At first what connects as an unhinged blend of obscure references and shouted put-downs scored to strands and occasional bursts of musical structure and with jarring moments of silence thrown in, becomes transformed over multiple listens (plus the help of 4AD’s promotional writing and a handy search engine) into a loose and hazy if boldly surreal narrative. While it’s far from passive listening, as it grows with repeated play the singularity of its vision becomes quite captivating. To call it pleasurable isn’t really accurate, but I can think of no other record like Bish Bosch; it’s one of the few musical documents truly worthy of the accolade original.

This is not to say that Scott Walker doesn’t have peers. It’s just that for the most part they’re not musicians. In my estimation his stubborn refusal to go quietly into the calm pastures of senior living is comparable to that of film director Jean-Luc Godard. Both are unwilling to accept the role that society generally prefers for its aging artists, instead offering late works of startling complexity and personal growth that fly in the face of the notion that maturity brings complacency and a lessening of creative vigor.

Walker began as a singer, a great one, but also a vocalist doubtlessly considered by many not as an artist but rather as a mere entertainer. If that view gradually changed as Walker’s music grew in scope, beginning with Tilt he began truly defying expectations. No longer just a singer, it was now appropriate to describe him as a composer.

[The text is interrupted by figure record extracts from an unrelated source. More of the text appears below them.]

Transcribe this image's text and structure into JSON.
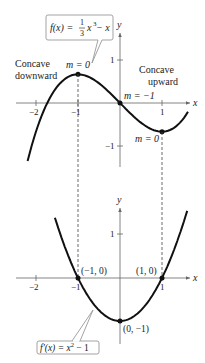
{
  "figure": {
    "top_graph": {
      "function_label": "f(x) = ⅓x³ − x",
      "function_label_parts": {
        "lhs": "f(x) = ",
        "frac_num": "1",
        "frac_den": "3",
        "var": "x",
        "exp": "3",
        "rest": " − x"
      },
      "x_axis_label": "x",
      "y_axis_label": "y",
      "x_ticks": [
        "−2",
        "−1",
        "1"
      ],
      "y_ticks": [
        "1",
        "−1"
      ],
      "annotations": {
        "concave_down_line1": "Concave",
        "concave_down_line2": "downward",
        "concave_up_line1": "Concave",
        "concave_up_line2": "upward",
        "slope_max": "m = 0",
        "slope_inflection": "m = −1",
        "slope_min": "m = 0"
      },
      "points": [
        {
          "x": -1,
          "y": 0.667,
          "label": "m = 0"
        },
        {
          "x": 0,
          "y": 0,
          "label": "m = −1"
        },
        {
          "x": 1,
          "y": -0.667,
          "label": "m = 0"
        }
      ]
    },
    "bottom_graph": {
      "function_label": "f′(x) = x² − 1",
      "function_label_parts": {
        "lhs": "f′(x) = x",
        "exp": "2",
        "rest": " − 1"
      },
      "x_axis_label": "x",
      "y_axis_label": "y",
      "x_ticks": [
        "−2",
        "−1",
        "1"
      ],
      "y_ticks": [
        "1"
      ],
      "points": [
        {
          "x": -1,
          "y": 0,
          "label": "(−1, 0)"
        },
        {
          "x": 1,
          "y": 0,
          "label": "(1, 0)"
        },
        {
          "x": 0,
          "y": -1,
          "label": "(0, −1)"
        }
      ]
    },
    "colors": {
      "curve": "#111111",
      "axis": "#555555",
      "callout_border": "#aaaaaa",
      "text": "#222222"
    }
  }
}
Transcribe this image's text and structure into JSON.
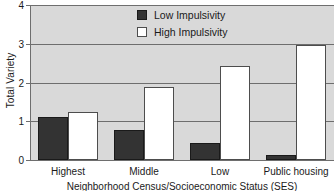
{
  "chart_data": {
    "type": "bar",
    "title": "",
    "xlabel": "Neighborhood Census/Socioeconomic Status (SES)",
    "ylabel": "Total Variety",
    "categories": [
      "Highest",
      "Middle",
      "Low",
      "Public housing"
    ],
    "series": [
      {
        "name": "Low Impulsivity",
        "values": [
          1.1,
          0.78,
          0.44,
          0.13
        ],
        "color": "#333333"
      },
      {
        "name": "High Impulsivity",
        "values": [
          1.25,
          1.88,
          2.42,
          2.97
        ],
        "color": "#ffffff"
      }
    ],
    "ylim": [
      0,
      4
    ],
    "yticks": [
      "0",
      "1",
      "2",
      "3",
      "4"
    ],
    "grid": true,
    "legend_position": "top-center",
    "plot_background": "#d9d9d9"
  },
  "axes": {
    "y_title": "Total Variety",
    "x_title": "Neighborhood Census/Socioeconomic Status (SES)",
    "y_tick_0": "0",
    "y_tick_1": "1",
    "y_tick_2": "2",
    "y_tick_3": "3",
    "y_tick_4": "4"
  },
  "legend": {
    "items": [
      {
        "label": "Low Impulsivity"
      },
      {
        "label": "High Impulsivity"
      }
    ]
  },
  "categories": {
    "c0": "Highest",
    "c1": "Middle",
    "c2": "Low",
    "c3": "Public housing"
  }
}
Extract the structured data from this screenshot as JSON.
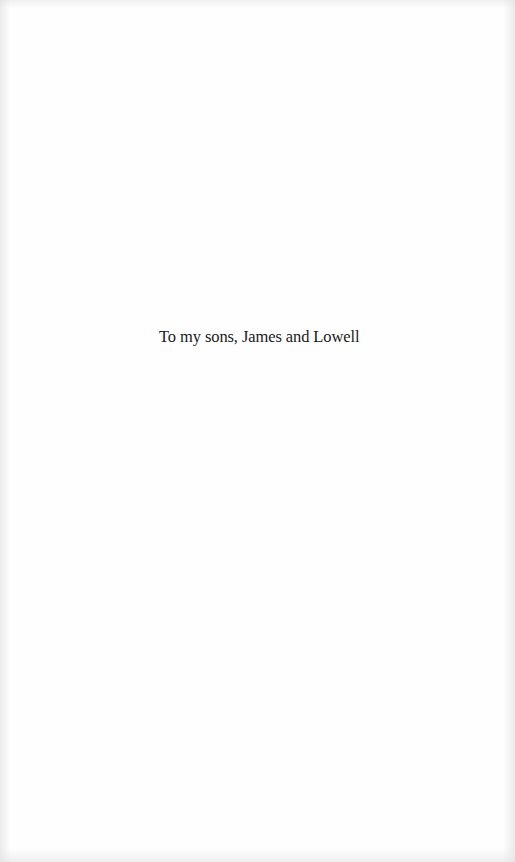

Some will consider his turnabout to simply be elaborate and unwieldy protestation. But if that’s the case, he’s basically just remaining true to himself, continuing to grow and live while denying the road of obsolescence, his work raging against that one inevitability everyone shares and refusing to go quietly into the night. As such he’s the embodiment of that well-worn quote from the great Edgar Varèse: “The present-day composer refuses to die!”